Roll20 uses cookies to improve your experience on our site. Cookies enable you to enjoy certain features, social sharing functionality, and tailor message and display ads to your interests on our site and others. They also help us understand how our site is being used. By continuing to use our site, you consent to our use of cookies. Update your cookie preferences .
×
Create a free account

Override number input field width

This is very possibly a dumb question --
I am attempting to create a circular input field. To do so I simply set the element's width and height to the same value and then set the border radius to enough to round it in a circular fashion. It looks great in Brackets or JSfiddle...

but as soon as I put it into roll20, the circles become ovals with a wide width.

Using chrome's developer tools, I found out this was because the width of number input fields were being set to 3.5em, presumably by roll20.

I looked around the forums and searched google, but was unable to find anyone who had this problem. I find it hard to believe nobody's tried setting a number field's width... is this just an accepted part of sheet-making or am I missing something obvious?
Are there any workarounds for this or tricks I should know that would allow styling the width of an input field (while still having the input field behave like a number for character-sheet purposes), or do I have to abandon my circles?

July 31 (10 years ago)

Edited July 31 (10 years ago)
Lithl
Pro
Sheet Author
API Scripter
This is an issue of specificity. The selector you've written is ".charsheet .sheet-attribute-score" (.charsheet is added for you if you didn't include it), while the selector in the application is ".ui-dialog .charsheet input[type=number]", which is more specific and thus gains priority.

The specificity of a selector is based on the number of selector types in it. The selector types are (in order of increasing specificity):
  1. The universal selector: *
  2. Type selectors: the name of a tag, such as "input"
  3. Class selectors such as ".sheet-attribute-score"
  4. Attribute selectors such as "[type=number]"
  5. Pseudo-classes such as ":hover" (with the exception of :not(), but any selector types inside the :not() do count towards specificity)
  6. Id selectors such as #example (do not use ids or id selectors on your character sheets!)
  7. Inline styles
So the built-in selector has 2 classes, a type, and an attribute selector. Your selector has 2 classes.

You have two options for fixing this problem: either increase the specificity to be equal or greater than the built-in one (when two selectors of the same specificity conflict, the one defined later in the CSS wins, and character sheet CSS is defined after the default stuff), or, use !important.

When a CSS property is followed by "!important", it overrides specificity (unless the same property is important in another selector!). !important is generally considered bad practice, but one of the cases where it's deemed acceptable is in overriding external CSS (such as, for example, the defaults in Roll20). You could rewrite your selector like this:
.sheet-attribute-score {
/* ... unchanged stuff ... */
height: 2em !important; width: 2em !important;
}
Also, I recommend removing the spinner from the number input that's added by webkit browsers. When you have an extremely narrow number input, it gets in the way:
input.sheet-attribute-score[type=number]::-webkit-outer-spin-button,
input.sheet-attribute-score[type=number]::-webkit-inner-spin-button {
-webkit-appearance: none; }

July 31 (10 years ago)

Edited July 31 (10 years ago)
Coal Powered Puppet
Pro
Sheet Author
I do this to make the numbers with circles around it: 

<div class="sheet-circle"><input type="number" class="sheet-attribute" name="attr_feat-Agi" value="0"/></div>

And then have this as the style:

div.sheet-circle {
    position: relative;
    width:40px;
    height:40px;
    border:2px solid gray;
    border-radius:50%;
    background:white;
}

Making the circle exist only with the number input never seems to work, but if you make a <div> with number box inside of it, it should work.

But listen to Brian first; he knows what he is talking about.  
All kinds of helpful! Thank you very much. And I learned something to boot!
July 31 (10 years ago)

Edited July 31 (10 years ago)
Lithl
Pro
Sheet Author
API Scripter

Coal Powered Puppet said:

Making the circle exist only with the number input never seems to work, but if you make a <div> with number box inside of it, it should work.

But listen to Brian first; he knows what he is talking about.  
Also, I created circular number inputs for the DFRPG sheet:


Those three smaller circles are 2 disabled number inputs and one enabled one. (Compare to the paper version of the sheet.)



The circles in the Skills column are also number inputs.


--- Brief ---
From the first line to the last, repeat the data exactly but leave out the pictures.

--- Entries shown ---
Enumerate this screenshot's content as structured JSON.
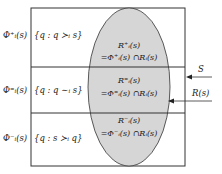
{
  "rows": [
    {
      "phi": "Φ⁺ᵢ(s)",
      "set": "{q : q ≻ᵢ s}",
      "r_label": "R⁺ᵢ(s)",
      "eq": "=Φ⁺ᵢ(s) ∩Rᵢ(s)"
    },
    {
      "phi": "Φ⁼ᵢ(s)",
      "set": "{q : q ∼ᵢ s}",
      "r_label": "R⁼ᵢ(s)",
      "eq": "=Φ⁼ᵢ(s) ∩Rᵢ(s)"
    },
    {
      "phi": "Φ⁻ᵢ(s)",
      "set": "{q : s ≻ᵢ q}",
      "r_label": "R⁻ᵢ(s)",
      "eq": "=Φ⁻ᵢ(s) ∩Rᵢ(s)"
    }
  ],
  "arrows": {
    "s_label": "S",
    "r_label": "R(s)"
  },
  "colors": {
    "ellipse_fill": "#d6d6d6",
    "line": "#333333"
  }
}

--- Task response ---
Enumerate this screenshot's content as structured JSON.
{
  "rows": [
    {
      "phi": "Φ⁺ᵢ(s)",
      "set": "{q : q ≻ᵢ s}",
      "r_label": "R⁺ᵢ(s)",
      "eq": "=Φ⁺ᵢ(s) ∩Rᵢ(s)"
    },
    {
      "phi": "Φ⁼ᵢ(s)",
      "set": "{q : q ∼ᵢ s}",
      "r_label": "R⁼ᵢ(s)",
      "eq": "=Φ⁼ᵢ(s) ∩Rᵢ(s)"
    },
    {
      "phi": "Φ⁻ᵢ(s)",
      "set": "{q : s ≻ᵢ q}",
      "r_label": "R⁻ᵢ(s)",
      "eq": "=Φ⁻ᵢ(s) ∩Rᵢ(s)"
    }
  ],
  "arrows": {
    "s_label": "S",
    "r_label": "R(s)"
  },
  "colors": {
    "ellipse_fill": "#d6d6d6",
    "line": "#333333"
  }
}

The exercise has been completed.